When Iturbide abdicated in March 1823, the law was annulled once again. In April 1823 Austin induced the congress to grant him a contract to bring 300 families into Texas. In 1824 the congress passed a new immigration law that allowed the individual states of Mexico to administer public lands and open them to settlement under certain conditions. In March 1825 the legislature of the Mexican state of Coahuila and Texas passed a law that was similar to the one authorized by Iturbide. The law continued the system of empresarios, as well as granting each married man a league of land, 4,428 acres (18 km²), with the stipulating that he must pay the state thirty dollars within six years.
By late 1825, Austin had brought the first 300 families, now known in Texas history as the "Old 300", to the grant. Austin had obtained further contracts to settle an additional 900 families between 1825 and 1829. He had effective civil and military authority over the settlers, but he was quick to introduce a semblance of American law - the Constitution of Coahuila and Texas was agreed on in November 1827. Despite his hopes Austin was making little money from his endeavors; the colonists were unwilling to pay for his services as empresario and most of the money gained was spent on the processes of government and other public services.

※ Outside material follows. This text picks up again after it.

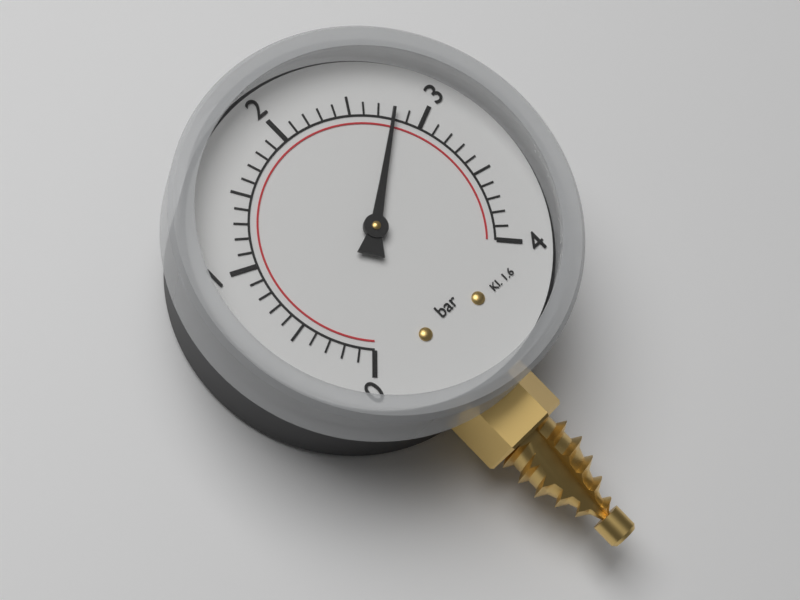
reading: 2.8 bar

He was active to promote trade and to secure the good favor of the Mexican authorities, aiding them in the suppression of the Fredonian Rebellion of Haden Edwards. However, with the colonists numbering over 11,000 by 1832 they were becoming less conducive to Austin's cautious leadership, and the Mexican government was also becoming less cooperative - concerned with the growth of the colony and the efforts of the U.S. government to buy the state from them. The Mexican government had attempted to stop further U.S. immigration as early as April 1830, but again the skills of Austin had gained an exemption for his colonies.

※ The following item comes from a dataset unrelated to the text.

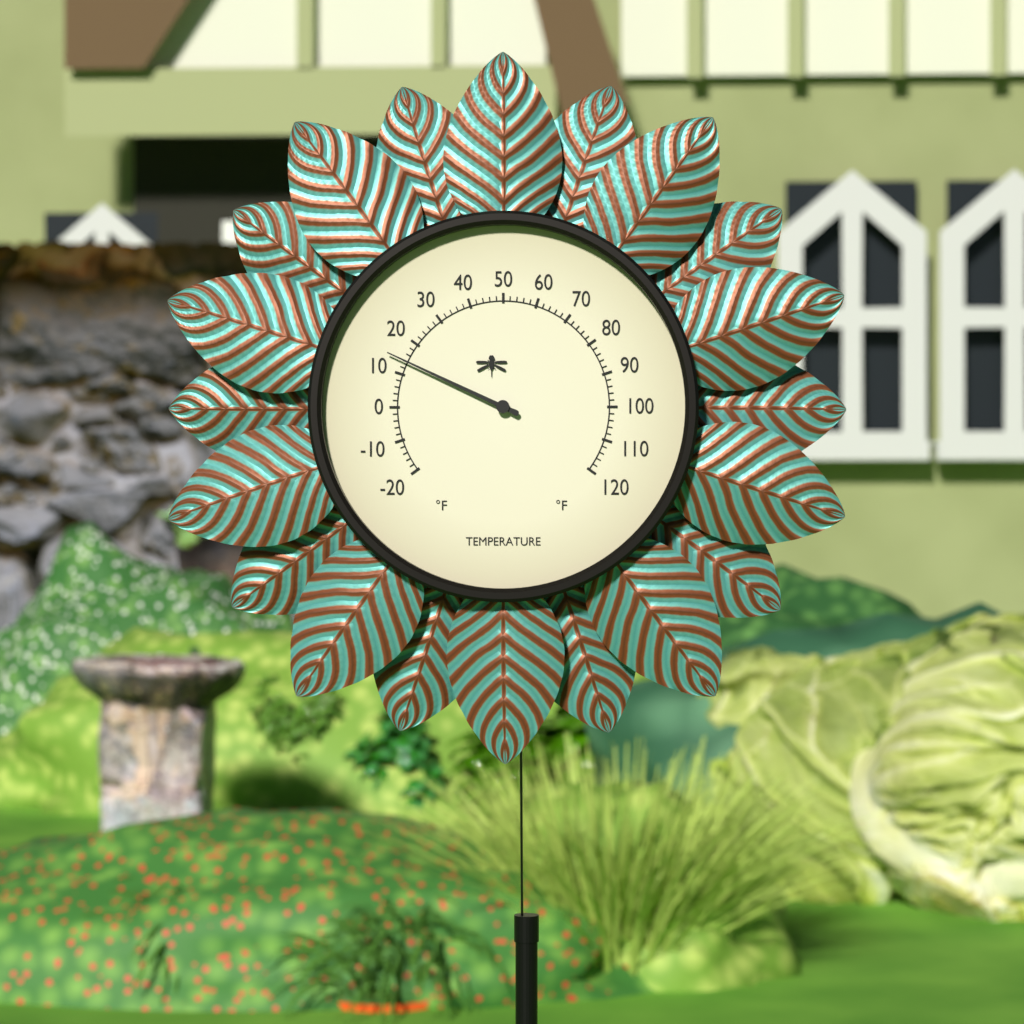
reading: 14 °F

The application of the immigration control and the introduction of tariff laws had done much to dissatisfy the colonists, peaking in the Anahuac disturbances. Austin then felt compelled to involve himself in Mexican politics, supporting the upstart Antonio López de Santa Anna. Following the success of Santa Anna the colonists sought a compensatory reward, proclaimed at the Convention of 1832 - resumption of immigration, tariff exemption, separation from Coahuila, and a new state government for Texas. Austin was not in favor of these demands, he considered them ill-timed and tried his hardest to moderate them. When they were repeated and extended at the Convention of 1833, Austin traveled to Mexico City and he did gain certain important reforms, but not a state government. Austin was arrested in January 1834 and charged with insurrection; he was not tried and was finally released, returning to Texas in August 1835. In his absence the colonists had not softened their stance; war began in October at Gonzales; the Republic of Texas became independent on 2 March 1836.
Austin in the Republic of Texas
Austin was appointed commissioner to the U.S. by the provisional government of the republic. He stood for election as President in September 1836 and was defeated by Sam Houston. He was made Secretary of State, but soon fell ill and died. Stephen F. Austin is now known as "The Father of Texas."